Because we don't need to keep every snapshot forever
What is already there? What do you see now?
Every merge to a minor branch (such as v3.10) triggers a snapshot build, and pushes an image to lorawan-stack-dev:<git hash>. These tags accumulate over time.
What is missing? What do you want to see?
We should periodically run a script to delete snapshot tags older than a couple of weeks.
How do you propose to implement this?
On Docker Hub:
- List images (https://docs.docker.com/registry/spec/api/#listing-image-tags)
- Delete images (https://docs.docker.com/registry/spec/api/#deleting-an-image)
GitHub Container Registry currently does not support deleting images through the API (https://docs.github.com/en/free-pro-team@latest/packages/managing-container-images-with-github-container-registry/deleting-a-container-image#about-package-deletion), but I assume that will be supported in the future.
Just did another manual cleanup (but this time from Retool): https://thethingsindustries.retool.com/apps/Docker%20Images
Perhaps we can take that as a starting point for the cleanup tool.

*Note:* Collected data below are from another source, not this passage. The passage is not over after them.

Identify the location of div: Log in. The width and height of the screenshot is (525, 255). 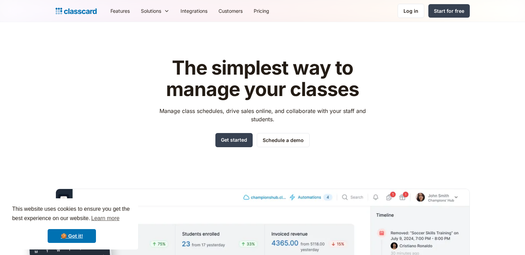
(410, 11).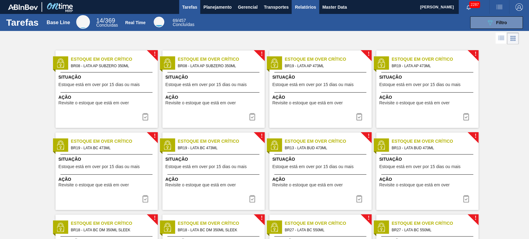 The width and height of the screenshot is (529, 239). I want to click on span: BR13 - LATA BUD 473ML, so click(432, 148).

In the meantime this has become a bit easier to do on Docker Hub.
First, we have to install hub-tool:
go install github.com/docker/hub-tool@latest
Then we can clean up old open source development images:
hub-tool tag ls thethingsnetwork/lorawan-stack-dev --all --format json --sort updated=asc \
| jq -r '.[] | select(.LastUpdated < "2022-05-01") | .Name' \
| while read -r name
do
hub-tool tag rm -f $name
done
And the same for enterprise development images (excluding AWS and RC images):
hub-tool tag ls thethingsindustries/lorawan-stack-dev --all --format json --sort updated=asc \
| jq -r '.[] | select(.LastUpdated < "2022-05-01") | select(.Name | contains("-aws") | not) | select(.Name | contains("-rc") | not) | .Name' \
| while read -r name
do
hub-tool tag rm -f $name
done
This may be a nice one for @happyRip to pick up, perhaps with help from @KrishnaIyer or @adriansmares.
The workflow seems pretty simple. You see this as a shell or go tool?